Tragedy Is Inherited for Refugees

The terrible human rights abuses against refugees in China are still going on. Among them, the human trafficking of young women is thriving. The State Council of the People’s Republic of China estimates that 38 million older bachelors in rural provinces of China have difficulty finding a spouse. In practice, some are consumers of North Korean women who cross the border.

Depending upon the locations the women have to move to after being sold, their age and health condition, they sell for between a few thousand and 15 thousand Yuan.

Those who are involved in human trafficking are not always gangsters, but general citizens in rural areas certainly sell North Korean women. In some bad cases, women are sold to people in western or southern provinces, thousands of kilometers from the northeastern provinces where refugees generally take shelter. Some of them don’t know even where their new home is, or even whether they are in China, according to NGO activists.

One such activist, Mr. Choi said, “I have faced many difficult situations. A woman called me to ask to be rescued after being sold, but she didn’t know where she was! Some of them don’t know Chinese letters or language at all because they have just escaped from North Korea. When I meet such cases, I can’t sleep at night.”

The pains women in China suffer are passed down to the second generation. Their key problem is statelessness. Some children cross the border with their parents but lose them for some reason, while some are born to a Chinese father and North Korean mother. Registration of the birth is impossible for them, so the child becomes effectively stateless.

They have already grown up into their late teens while isolated from both medical welfare guarantees and the educational system. One further hardship; since 2007, the Chinese government has been completing the renewal of domestic ID cards after the computerization of the resident registration system. Therefore, bribing officials to get an ID has become impossible.

In Xita, which is considered a “Korean town” in Shenyang, Daily NK met Park Sung Hwa (pseudonym), a 21 year old from North Hamkyung Province. In 1997, as a 10-year old girl she came to China with her mother. Fortunately her mother met a good Korean-Chinese husband. Her stepfather got her an education, so she graduated from elementary school and learned Chinese. Living in Xita, she can speak Korean fluently as well. She has not felt any fear of repatriation, but the biggest problem for her is statelessness.

“As a North Korean person, I’m lucky to live here even in this situation, which is much better than in North Korea. However, while other Chinese friends have entered university after graduation from high school, I work as a waitress in restaurants. There are only two opportunities for those who’ve only graduated from elementary school: masseuse and waitress. I am seeing a Chinese guy and want to get married to him and to settle down in this society. However, I don’t have Chinese resident registration, so it is hard to marry him, and also this unstable situation will cause problems for my kids, too. We won’t have any way to report my baby’s birth.”

There are old refugee issues too. Although the Chinese police are fearful of North Korean refugees, they rarely arrest the old. They have different problems.

Those who entered China in their 50s are now in their 60s. They are distraught because they do not have any graveyard to go to when they die. If they went back to their hometown, it would cause damage to their children; but ending their lives in China makes them sorrowful.

An elderly lady, Ms. Han from Wangqing introduced her story.

“I first came here in 1996. I had been caught three times and returned to North Korea, but now the Chinese police do not try to catch me. It’s really hard to earn money now, so I can’t send money to my children in North Korea. When a Chosun lady one year older than me died last year, the Chinese police burned her body. She did not have any ID in China, so a notice of death was also impossible. We don’t know where they threw away the ashes; on some river or a mountain. If they just threw them away in the Tumen River then that would be good for us.”

It has been more than 15 years since North Korean residents started to gather in China. Some of them succeeded in coming to South Korea and starting a new life, some others died of starvation or torture after being forcefully sent back to North Korea. Some died in unknown forests of Vietnam or Laos, or in the endless deserts of Mongolia. Their names and numbers have never been made public. Still, at this very moment, the march of North Korean people towards China is ongoing. Without profound and fundamental change in North Korean society, we cannot break the loop of this tragedy.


EXERCISE :: Your reply should consist of one number: how many lines below contain "give".

(Records from a dataset)
=====
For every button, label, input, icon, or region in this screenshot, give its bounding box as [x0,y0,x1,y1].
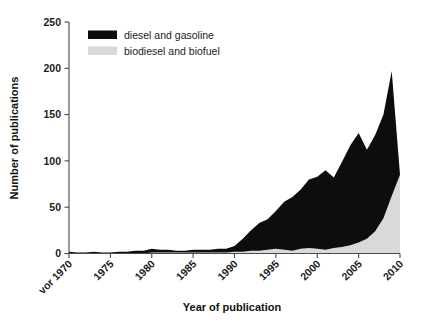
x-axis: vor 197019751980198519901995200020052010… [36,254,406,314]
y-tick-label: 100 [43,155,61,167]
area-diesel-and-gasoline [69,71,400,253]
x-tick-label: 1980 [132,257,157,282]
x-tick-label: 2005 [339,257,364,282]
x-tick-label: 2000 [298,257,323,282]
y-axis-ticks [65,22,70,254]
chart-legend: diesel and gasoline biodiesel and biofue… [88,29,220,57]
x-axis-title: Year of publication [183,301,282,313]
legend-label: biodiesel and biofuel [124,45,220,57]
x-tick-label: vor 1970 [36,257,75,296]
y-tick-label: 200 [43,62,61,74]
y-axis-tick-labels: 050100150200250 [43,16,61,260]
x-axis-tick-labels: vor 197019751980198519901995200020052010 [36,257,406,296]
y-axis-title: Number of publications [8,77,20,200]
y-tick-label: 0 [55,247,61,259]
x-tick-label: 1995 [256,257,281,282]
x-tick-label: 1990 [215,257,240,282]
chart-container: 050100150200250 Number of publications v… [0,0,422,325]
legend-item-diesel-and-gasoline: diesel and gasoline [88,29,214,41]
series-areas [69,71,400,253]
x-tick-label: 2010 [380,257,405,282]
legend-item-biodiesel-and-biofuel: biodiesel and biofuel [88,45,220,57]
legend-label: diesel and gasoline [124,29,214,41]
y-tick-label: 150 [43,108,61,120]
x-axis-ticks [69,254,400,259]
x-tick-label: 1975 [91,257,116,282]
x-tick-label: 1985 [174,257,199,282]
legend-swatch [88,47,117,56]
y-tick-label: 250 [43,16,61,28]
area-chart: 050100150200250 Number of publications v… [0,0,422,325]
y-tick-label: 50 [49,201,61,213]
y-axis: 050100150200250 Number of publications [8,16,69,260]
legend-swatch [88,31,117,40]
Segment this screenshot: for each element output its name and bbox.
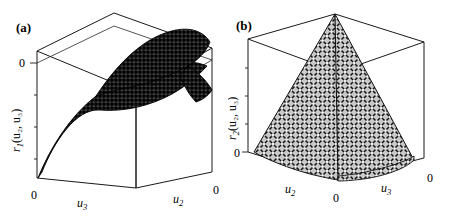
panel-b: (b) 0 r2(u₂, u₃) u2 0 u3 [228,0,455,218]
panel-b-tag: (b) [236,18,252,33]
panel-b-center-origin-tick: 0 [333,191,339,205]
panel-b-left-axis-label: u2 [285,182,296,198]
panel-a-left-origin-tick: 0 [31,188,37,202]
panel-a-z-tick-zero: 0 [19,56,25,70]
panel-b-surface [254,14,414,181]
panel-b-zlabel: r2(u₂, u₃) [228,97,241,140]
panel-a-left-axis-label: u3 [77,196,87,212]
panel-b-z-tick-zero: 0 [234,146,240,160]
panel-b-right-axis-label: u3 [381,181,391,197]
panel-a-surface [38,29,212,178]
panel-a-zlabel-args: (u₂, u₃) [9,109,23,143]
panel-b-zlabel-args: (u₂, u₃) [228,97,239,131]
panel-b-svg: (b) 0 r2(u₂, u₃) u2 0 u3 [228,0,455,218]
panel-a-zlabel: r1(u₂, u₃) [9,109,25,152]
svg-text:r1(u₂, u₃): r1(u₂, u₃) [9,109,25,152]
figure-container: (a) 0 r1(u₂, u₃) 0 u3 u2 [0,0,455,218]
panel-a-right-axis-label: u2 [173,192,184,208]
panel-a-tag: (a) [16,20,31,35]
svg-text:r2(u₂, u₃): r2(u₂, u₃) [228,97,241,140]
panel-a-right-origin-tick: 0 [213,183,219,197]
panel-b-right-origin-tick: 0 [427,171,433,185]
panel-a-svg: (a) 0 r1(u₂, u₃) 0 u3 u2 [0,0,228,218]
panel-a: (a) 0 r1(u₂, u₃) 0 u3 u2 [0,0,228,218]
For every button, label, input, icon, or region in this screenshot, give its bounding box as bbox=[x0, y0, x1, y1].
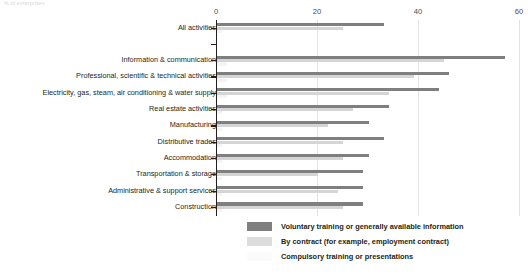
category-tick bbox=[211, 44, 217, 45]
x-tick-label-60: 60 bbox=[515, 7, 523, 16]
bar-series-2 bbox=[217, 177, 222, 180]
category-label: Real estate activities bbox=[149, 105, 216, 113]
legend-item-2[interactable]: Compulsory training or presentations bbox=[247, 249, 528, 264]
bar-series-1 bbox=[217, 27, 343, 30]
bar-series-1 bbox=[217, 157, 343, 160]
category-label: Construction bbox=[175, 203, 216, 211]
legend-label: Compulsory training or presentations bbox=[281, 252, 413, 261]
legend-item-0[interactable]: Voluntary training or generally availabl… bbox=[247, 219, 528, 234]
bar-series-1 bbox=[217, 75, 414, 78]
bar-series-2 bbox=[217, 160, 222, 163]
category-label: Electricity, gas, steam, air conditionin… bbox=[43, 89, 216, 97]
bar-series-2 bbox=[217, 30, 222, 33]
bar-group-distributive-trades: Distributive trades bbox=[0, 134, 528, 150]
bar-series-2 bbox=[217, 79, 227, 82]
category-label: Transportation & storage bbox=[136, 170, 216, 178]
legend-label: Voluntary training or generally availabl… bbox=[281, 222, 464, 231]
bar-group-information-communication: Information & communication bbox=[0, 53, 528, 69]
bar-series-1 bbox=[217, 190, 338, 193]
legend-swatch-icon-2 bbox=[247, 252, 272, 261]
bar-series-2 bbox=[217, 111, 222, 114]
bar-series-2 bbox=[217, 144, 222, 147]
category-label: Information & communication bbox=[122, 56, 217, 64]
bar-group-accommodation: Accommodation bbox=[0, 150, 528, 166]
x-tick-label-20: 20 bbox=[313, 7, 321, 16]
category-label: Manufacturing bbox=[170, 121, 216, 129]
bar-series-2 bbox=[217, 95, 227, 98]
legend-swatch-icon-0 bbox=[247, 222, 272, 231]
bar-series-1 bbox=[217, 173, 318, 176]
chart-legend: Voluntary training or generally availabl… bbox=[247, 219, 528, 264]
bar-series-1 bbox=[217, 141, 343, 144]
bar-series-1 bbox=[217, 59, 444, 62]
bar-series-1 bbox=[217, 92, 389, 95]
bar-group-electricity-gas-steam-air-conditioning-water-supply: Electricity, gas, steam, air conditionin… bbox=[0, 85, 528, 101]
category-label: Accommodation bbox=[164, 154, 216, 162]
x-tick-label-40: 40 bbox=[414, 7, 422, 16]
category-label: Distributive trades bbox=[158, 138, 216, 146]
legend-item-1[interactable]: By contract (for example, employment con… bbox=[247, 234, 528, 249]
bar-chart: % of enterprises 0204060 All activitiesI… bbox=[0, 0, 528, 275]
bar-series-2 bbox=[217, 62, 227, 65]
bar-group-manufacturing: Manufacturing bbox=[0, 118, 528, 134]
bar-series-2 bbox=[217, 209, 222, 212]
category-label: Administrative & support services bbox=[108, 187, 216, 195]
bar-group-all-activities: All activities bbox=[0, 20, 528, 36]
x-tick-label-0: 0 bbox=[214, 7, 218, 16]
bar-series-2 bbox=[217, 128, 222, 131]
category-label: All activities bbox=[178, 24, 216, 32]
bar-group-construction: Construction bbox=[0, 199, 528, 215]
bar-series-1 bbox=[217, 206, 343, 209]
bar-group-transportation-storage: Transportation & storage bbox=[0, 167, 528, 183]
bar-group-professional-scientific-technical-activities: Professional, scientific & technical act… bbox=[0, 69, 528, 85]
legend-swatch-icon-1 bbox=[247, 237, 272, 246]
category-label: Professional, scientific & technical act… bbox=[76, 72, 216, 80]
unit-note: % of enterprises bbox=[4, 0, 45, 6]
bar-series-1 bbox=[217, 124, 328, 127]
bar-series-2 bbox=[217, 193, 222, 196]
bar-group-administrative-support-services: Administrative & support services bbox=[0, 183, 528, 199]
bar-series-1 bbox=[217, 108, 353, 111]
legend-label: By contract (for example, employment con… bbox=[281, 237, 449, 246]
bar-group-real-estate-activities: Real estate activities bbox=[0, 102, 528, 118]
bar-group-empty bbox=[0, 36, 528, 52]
=====
RESPONSE AREA :: 2